Watching live television is so 2013. According to a new report from Nielsen, traditional television viewership is down 4 percent from the third quarter of 2013 to the third quarter of 2014, with viewers using more streaming services, on demand platforms and digital devices to consume content.

In the Total Audience Report, Nielsen found that live television consumption dropped from four hours and 44 minutes a day in Q3 of 2013 to four hours and 32 minutes a day in Q3 of 2014. Monthly viewership over the two quarters was down as well: from 147 hours to 141 hours. Those losses were accompanied by a two-minute rise in “time shifted” viewing, as well as increased viewing on digital devices, like smart phones and tablets. There was also a 19 percent rise in subscription video on demand. As Time noted, 2.8 percent of U.S. households are now “broadband only”; last year, that figure was 1.1 percent.

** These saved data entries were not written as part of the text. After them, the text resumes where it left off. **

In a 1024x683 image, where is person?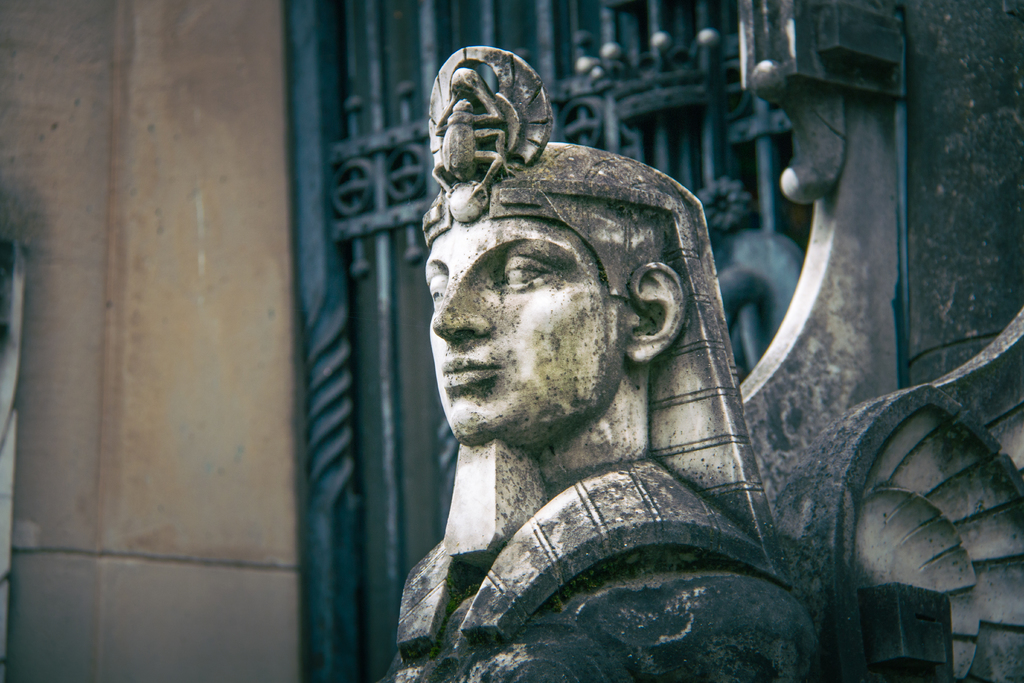
bbox=[378, 45, 818, 682].
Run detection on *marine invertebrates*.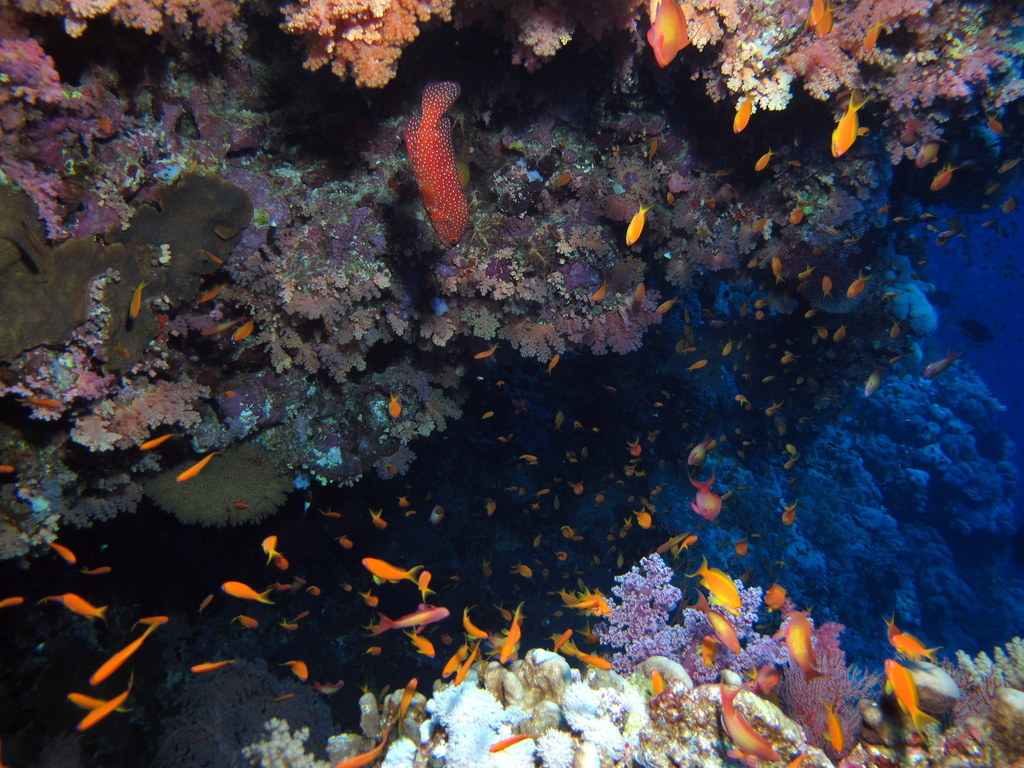
Result: {"x1": 577, "y1": 540, "x2": 715, "y2": 677}.
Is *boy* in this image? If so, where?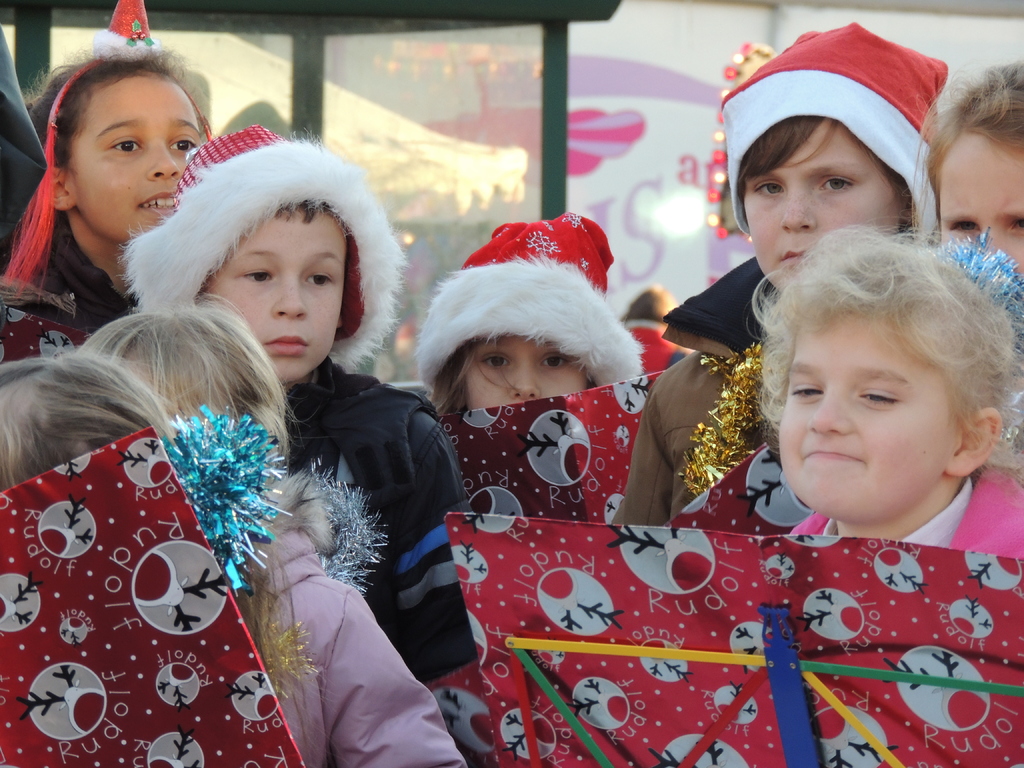
Yes, at detection(909, 67, 1023, 294).
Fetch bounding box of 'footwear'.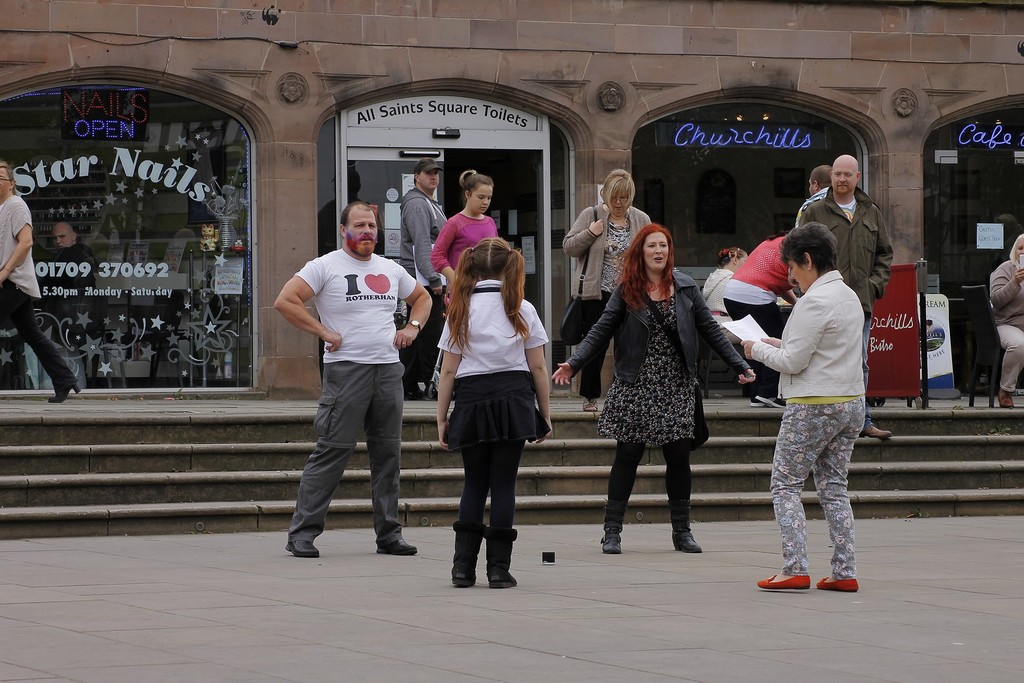
Bbox: box=[451, 520, 486, 585].
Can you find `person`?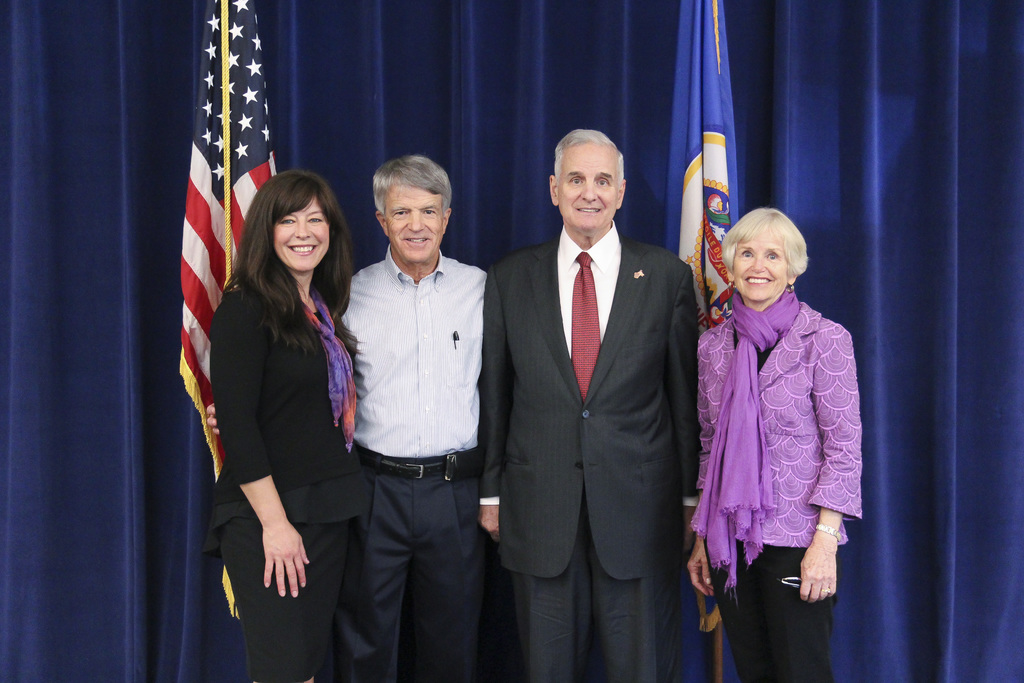
Yes, bounding box: select_region(481, 117, 690, 682).
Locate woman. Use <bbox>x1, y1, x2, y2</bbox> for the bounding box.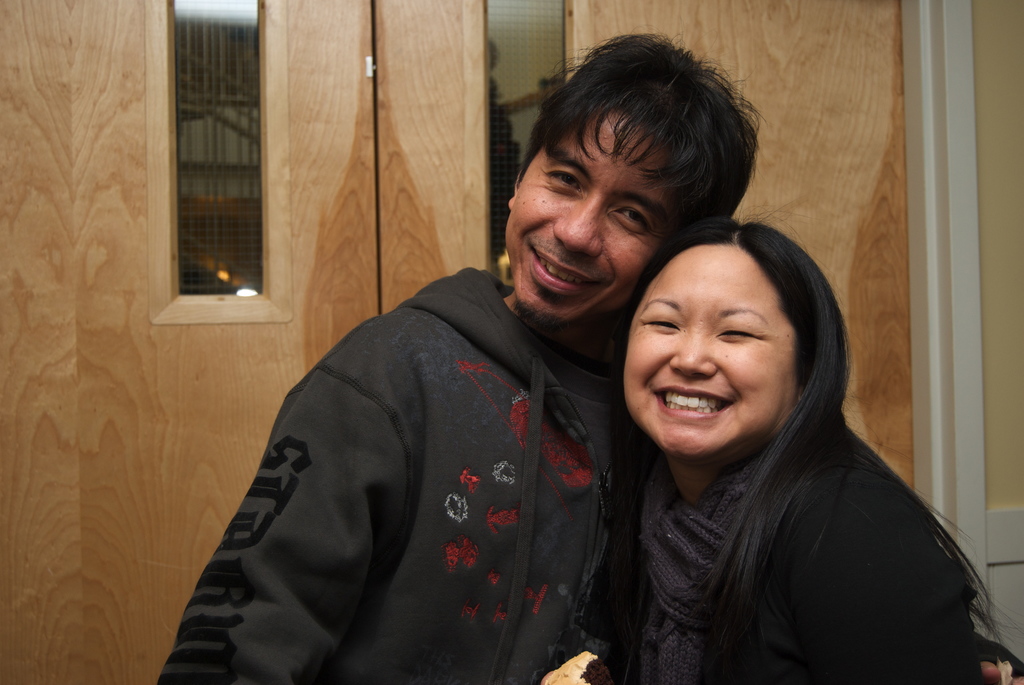
<bbox>564, 184, 990, 679</bbox>.
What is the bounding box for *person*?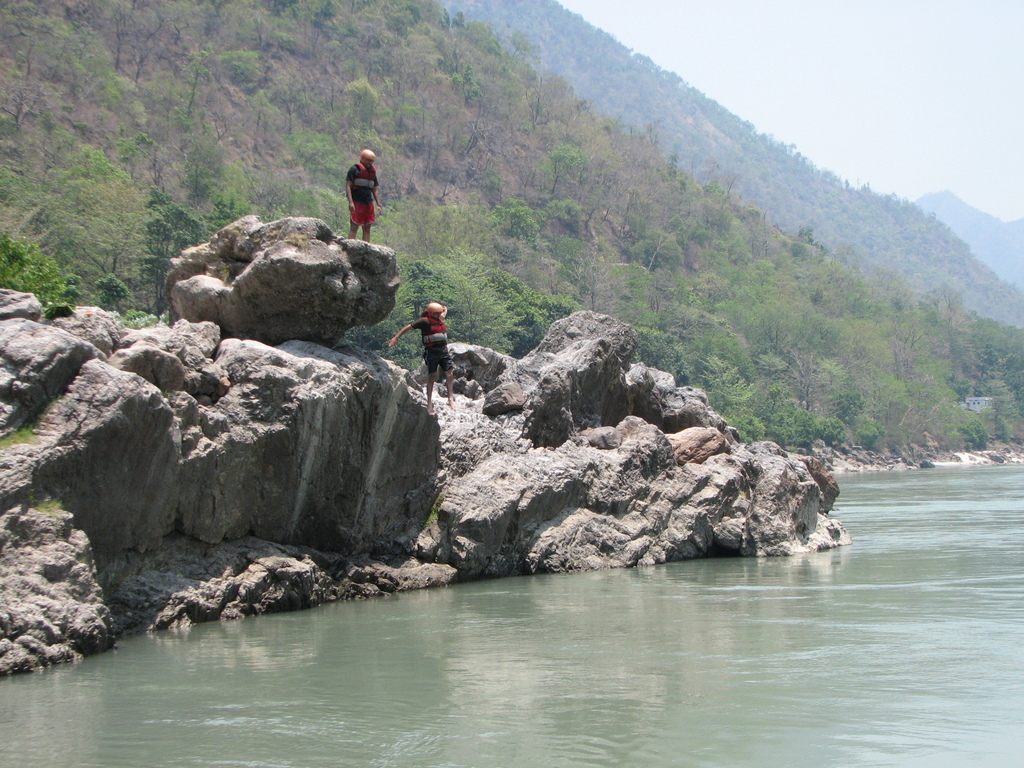
bbox=(387, 302, 463, 410).
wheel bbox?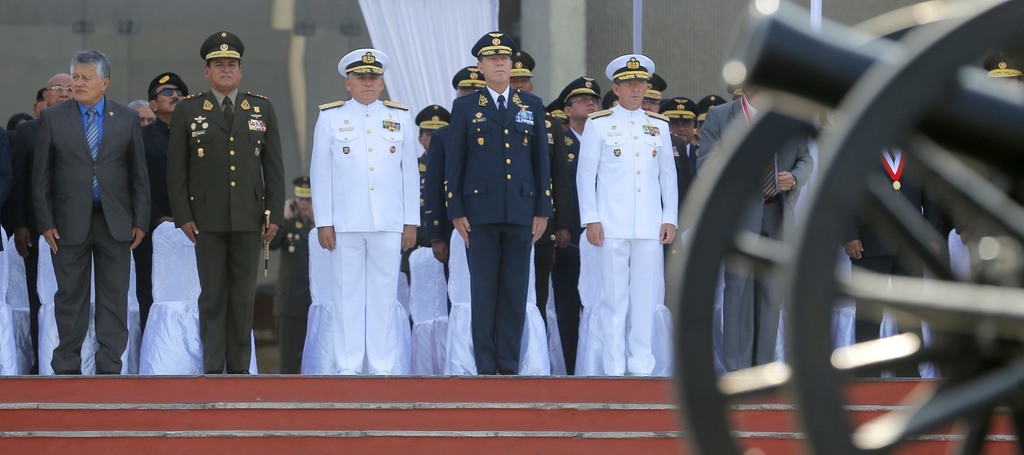
(x1=797, y1=0, x2=1023, y2=454)
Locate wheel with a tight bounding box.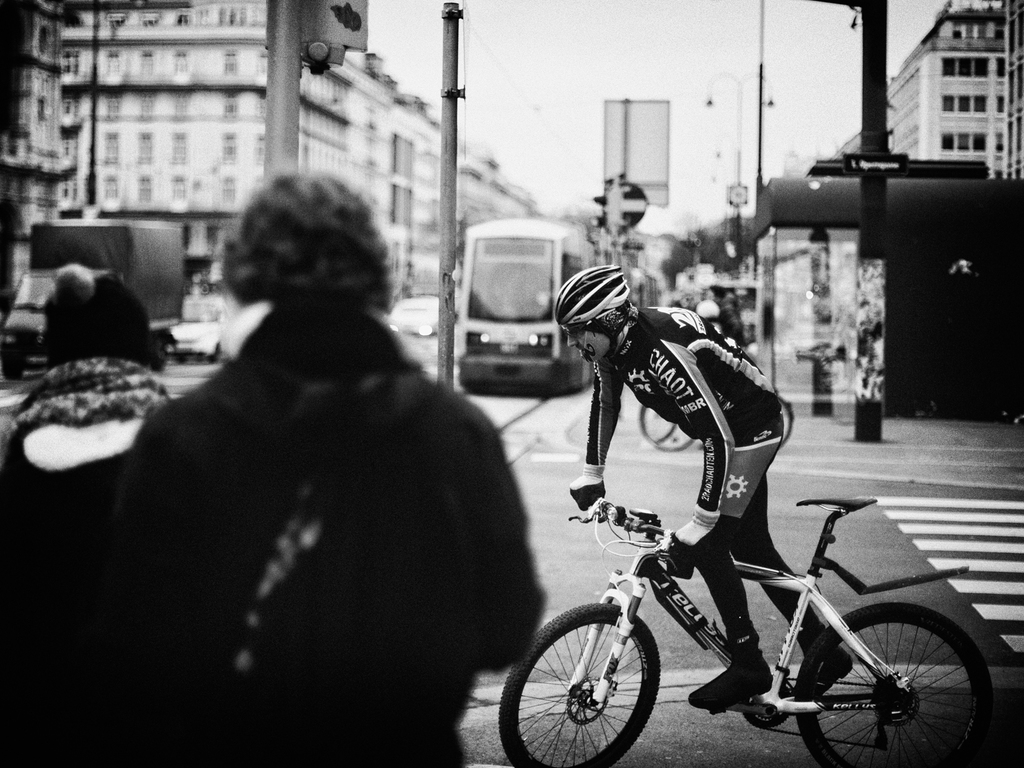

“While we are not seeing a departure from media content consumption, we do see a shift in consumer behavior and today we see a resounding growth in consumption on digital platforms,” Dounia Turrill, senior vice president of insights at Nielsen, wrote in the report. “The growing penetration of new devices and the popularity of subscription-based streaming services, time shifting and over-the-top viewing — as well as cord-cutting and cord shaving — are fundamentally changing the TV industry.”

For more on the Nielsen report, head to The Wall Street Journal.